The government in its wisdom should choose the people who actually represent
the civil society. Caution needs to be exercised to prevent hijacking of development
discourse by a few influential individuals and groups who are self-serving. Unfor-
tunately, in the past, a section of the academics has been able to influence the
bureaucracy and the political class to buy into their water sector agenda through
persuasive writing and constant lobbying. This happened because of the absence of
effective institutional regimes to bring checks and balances for ensuring quality of
evidence produced by the research that support their agenda. They have also been
able to use the media to their advantage using the rhetoric of “water sector reforms.”
This is failure of statecraft.
Services:
Green infrastructure approaches have also been widely adopted in Germany, such as
the replacement of paved car parks with pervious pavements. Germany is considered
to be a world leader in the adoption of green roofs (Vijayaraghavan, 2016), with 10%
of its buildings estimated to have installed green roofs (Saadatian et al., 2013). It is
estimated that more than 10,000 ha of roofs will be “greened” by 2017 (Ansel, 2017).

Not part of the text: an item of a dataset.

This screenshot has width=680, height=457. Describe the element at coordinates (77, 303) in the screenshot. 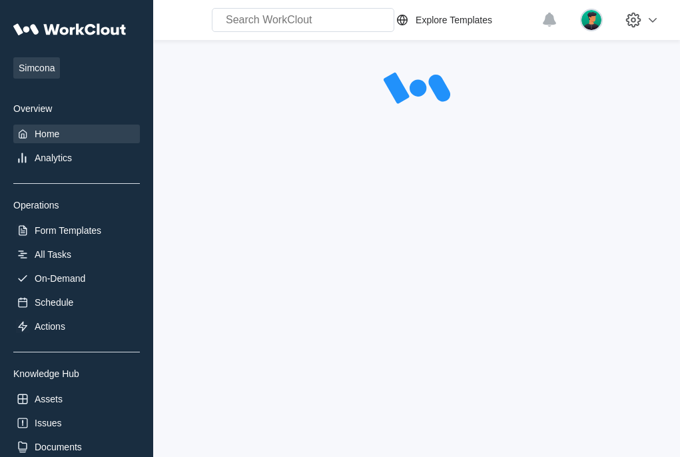

I see `a: Schedule` at that location.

The direct infiltration of stormwater is now encouraged near the source, where
permission is generally not required for the infiltration of mildly polluted stormwater
(Nickel et al., 2014). However, where the stormwater is from large areas or from
roads with high traffic flows, some municipalities require permits and pretreatment
prior to discharge (Nickel et al., 2014; Niederschlagswasserfreistellungsverordnung,
2014). The imperviousness fee has encouraged the adoption of WSUD approaches
as both public and private land owners seek to minimize their imperviousness fee,
while also achieving flood mitigation and ecological benefits.
> Read full chapter
Conclusions
M. Dinesh Kumar, in Water Policy Science and Politics, 2018
Water resources and agricultural planners in sub-Saharan Africa must draw lessons
out of India’s experience with watershed development and rainwater harvesting
to use these approaches only in areas where rainfall is dependable, aridity is low,
and topography is really conducive. They need to guard themselves against the
euphoria being created by some international development agencies and research
institutes about what rainwater harvesting can achieve in naturally water-scarce and
drought-prone regions. These countries must also tread carefully when it comes to
exploitation of groundwater resources in their territories (Foster et al., 2006; Kumar,
2012). While taking up schemes that promote intensive use of groundwater, due
consideration should be given to sustainable yield of aquifers with data on the same
generated through proper geohydrologic studies. More importantly, technologies
and institutions for the management of this complex resource should be developed
prior to going for large-scale development so that the resource use by the commu-
nities does not pose a governance challenge.
Water Supply
Field Guide to Appropriate Technology, 2003
DISTRIBUTION
Water distribution systems depend on the type of water source used, on the topog-
raphy, and on the provided supply service level. Individual water supplies, such as
rainwater harvesting and shallow groundwater wells equipped with hand pumps,
usually do not need piped supply systems. Treated surface water, however, is normal-
ly distributed by a piped system. A suitable topography often allows the installation
of a gravity system that will improve reliability and supply continuity. Since pumped
water supply schemes depend on a reliable supply of energy and spare parts, they
are very susceptible to temporary standstills. Finally, the service level of water supply
strongly governs water demand. Water usage increases drastically as the service
improves: public standpost, yard connection, multiple-tap house connection. The
article “Saving and Reusing Water” discusses this increase in consumption with an
increase in convenience. Two pumped systems are shown in Figure 2.